A mobile semi-retirement lifestyle is one in which you spend a certain amount of time living away from your home base and which includes doing some sort of productive work to help support yourself. How much or how little of either depends on your needs and desires.
You could be mobile for as little as two months per year, or half the year, or you could be fully mobile with your home base being wherever you are at the moment. It could also mean being fully mobile for one or more years and then returning home and not being mobile for one or more years, possibly repeating the process many times. The way in which you choose to be mobile depends on several things, such as what you are doing to earn money, whether you will rent or sublet your house or apartment while you are gone, whether you have children you want to be near for some of the year, and so on. The amount of work you do is also depends on your specific income requirements. If you have enough retirement funds to fully support a non-working retirement you may want your semi-retirement lifestyle to include only hobbies or volunteer work. For many, however, semi-retirement means finding part-time work that can be used to provide funds to support a more enjoyable lifestyle without fully retiring.
Is being mobile necessary?
No, it’s not. You could choose to pursue semi-retirement while staying in your same house or apartment and going nowhere. However, we focus on mobile semi-retirement on our website because it is the lifestyle we choose to pursue. We like to travel and explore different places and cultures. When we were younger, before we had kids to raise, we traveled a lot, and much of our travel was in places where it is significantly cheaper to live than in our home countries. We discovered, as many others have, that it’s possible to live at the same comfort level as we do at home in some countries on much less money. If you live a significant portion of each year in countries which a much lower cost of living then mobility can allow you to have a better (more affluent) lifestyle on less money. Or it could allow you to retire earlier, or, at all, in some cases. We have heard or read many stories from people who have been able to retire only because moving to a cheaper country allowed them to live on much less money than they needed to retire in their home countries. In their home countries, retirement would simply have been too expensive.
Mobile Semi-retirement is not the same as Semi-retirement
There are plenty of semi-retired people who are just working fewer hours per week doing the same job they were previously doing full-time.
Ideally semi-retirement means creating a work situation that involves doing things you would love to be doing in your spare time anyway and trying to figure out a way to make money from them. Granted, we probably wouldn’t have thought of developing websites in our spare time if we were fully retired, but it’s an activity the involves doing a lot of the things we liked doing anyway, such as traveling, photography, writing, and messing with computers.
Alternatively, if you’ve got a skill where you can get a big payoff for working a boring job for a short amount of time and then live off that money for a much longer time, that can work also.
Part-time Work
Part-time work is just work that you do for fewer hours than a full-time job (i.e. 40 hours per week usually). It doesn’t imply that you like what you are doing or that the work gives you any satisfaction other than a paycheck. Part-time work may or may not allow you to travel away from your home base or provide the flexibility you need to pursue your hobbies or interests to the level you desire. Semi-retirement implies that the work you are doing fits neatly into your lifestyle and allows you significant time and scheduling freedom to pursue leisure activities, hobbies, physical activities, obsessions, and whatever you would normally be doing if you could choose to do whatever you want with your time. Semi-retirement activities often will be activities that you would choose to be doing anyway, not just activities that you only do so that you can make money. Often, semi-retirement activities start as hobbies that can be monetized. For example, you may love to travel and be an avid amateur photographer and you have skills at writing. You could create a semi-retirement career as a travel writer and photographer.
This is not to say that semi-retirement will not require compromises and sometimes doing work that you would really rather not be doing, but the goal is to mainly be doing things you love and would want to be doing anyway, or at least doing work that gives you a lot more time and freedom to the things you would like to be doing if you were fully retired.
Semi-retirement is better than full retirement
We personally, don’t like the idea of full retirement. We have both spent time doing “aimless” travel…travel with no purpose other than to visit countries as a tourist, and, to be honest, months of traveling aimlessly can get boring. We like to get up each day with something purposeful to do. Many retirees who stop working and have nothing to do but sit around the house find themselves getting depressed and feeling useless. We think the solution is to live as a semi-retiree for as long as your mind and body will let you.
Berta Varble says
Nice photo. I have to admit that the idea of living out of country and working mobile is intimidating. I’ve been in the harness a longggg time. 🙂
Dennis says
Well, we were in the harness for a pretty long time as well. There are many people out there who share your concerns. It’s always better to start out with shorter trips at first, and work up to longer trips only if you have found that you enjoyed those experiences. Some people will find they just don’t like foreign travel and they might not discover that until they are doing it. Others will be pleasantly surprised at how much they enjoy it and how much easier it was than they expected. By writing about our own attempts we hope to inspire more people to give it a try.
Kelly Kronberg says
Just found your website. Good article and photo of Ger. So fun to hear about your travels.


> [Task goal] Transcribe the listing precisely, entry by entry.

> [Data for analysis]

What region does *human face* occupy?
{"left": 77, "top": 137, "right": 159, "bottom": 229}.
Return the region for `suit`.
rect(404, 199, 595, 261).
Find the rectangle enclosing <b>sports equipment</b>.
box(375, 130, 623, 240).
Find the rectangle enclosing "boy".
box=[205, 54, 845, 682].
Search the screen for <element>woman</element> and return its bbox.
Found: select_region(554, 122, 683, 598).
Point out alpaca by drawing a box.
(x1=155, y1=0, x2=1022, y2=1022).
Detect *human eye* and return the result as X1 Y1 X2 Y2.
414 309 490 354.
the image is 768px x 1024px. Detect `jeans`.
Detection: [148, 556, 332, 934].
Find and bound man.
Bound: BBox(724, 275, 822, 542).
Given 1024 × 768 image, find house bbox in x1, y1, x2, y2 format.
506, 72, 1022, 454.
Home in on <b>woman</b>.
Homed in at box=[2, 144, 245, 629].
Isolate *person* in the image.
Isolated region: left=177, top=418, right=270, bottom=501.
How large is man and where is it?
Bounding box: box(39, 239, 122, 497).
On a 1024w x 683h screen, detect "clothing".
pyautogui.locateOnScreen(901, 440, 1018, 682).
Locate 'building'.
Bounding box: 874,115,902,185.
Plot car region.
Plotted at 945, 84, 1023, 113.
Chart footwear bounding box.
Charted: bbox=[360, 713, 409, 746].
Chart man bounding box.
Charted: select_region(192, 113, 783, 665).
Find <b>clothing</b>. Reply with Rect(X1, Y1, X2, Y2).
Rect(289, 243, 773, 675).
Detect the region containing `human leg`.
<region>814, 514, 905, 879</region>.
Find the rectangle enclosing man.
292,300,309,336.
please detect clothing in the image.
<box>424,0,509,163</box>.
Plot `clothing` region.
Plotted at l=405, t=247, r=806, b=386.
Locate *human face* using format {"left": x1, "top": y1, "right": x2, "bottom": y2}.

> [Your response]
What region does *human face* occupy?
{"left": 77, "top": 137, "right": 159, "bottom": 229}.
Return the region for `suit`.
rect(404, 199, 595, 261).
Find the rectangle enclosing <b>sports equipment</b>.
box(375, 130, 623, 240).
Find the rectangle enclosing "boy".
box=[205, 54, 845, 682].
Search the screen for <element>woman</element> and return its bbox.
Found: select_region(554, 122, 683, 598).
Point out alpaca by drawing a box.
(x1=155, y1=0, x2=1022, y2=1022).
Detect *human eye* and return the result as X1 Y1 X2 Y2.
414 309 490 354.
the image is 768px x 1024px. Detect `jeans`.
Detection: [148, 556, 332, 934].
Find and bound man.
Bound: BBox(724, 275, 822, 542).
Given 1024 × 768 image, find house bbox in x1, y1, x2, y2 format.
506, 72, 1022, 454.
Home in on <b>woman</b>.
Homed in at box=[2, 144, 245, 629].
Isolate *person* in the image.
Isolated region: left=177, top=418, right=270, bottom=501.
How large is man and where is it?
Bounding box: box(39, 239, 122, 497).
On a 1024w x 683h screen, detect "clothing".
pyautogui.locateOnScreen(901, 440, 1018, 682).
Locate 'building'.
Bounding box: 874,115,902,185.
Plot car region.
Plotted at 945, 84, 1023, 113.
Chart footwear bounding box.
Charted: bbox=[360, 713, 409, 746].
Chart man bounding box.
Charted: select_region(192, 113, 783, 665).
Find <b>clothing</b>. Reply with Rect(X1, Y1, X2, Y2).
Rect(289, 243, 773, 675).
Detect the region containing `human leg`.
<region>814, 514, 905, 879</region>.
Find the rectangle enclosing man.
292,300,309,336.
please detect clothing in the image.
<box>424,0,509,163</box>.
Plot `clothing` region.
Plotted at l=405, t=247, r=806, b=386.
Locate *human face* using format {"left": x1, "top": y1, "right": x2, "bottom": y2}.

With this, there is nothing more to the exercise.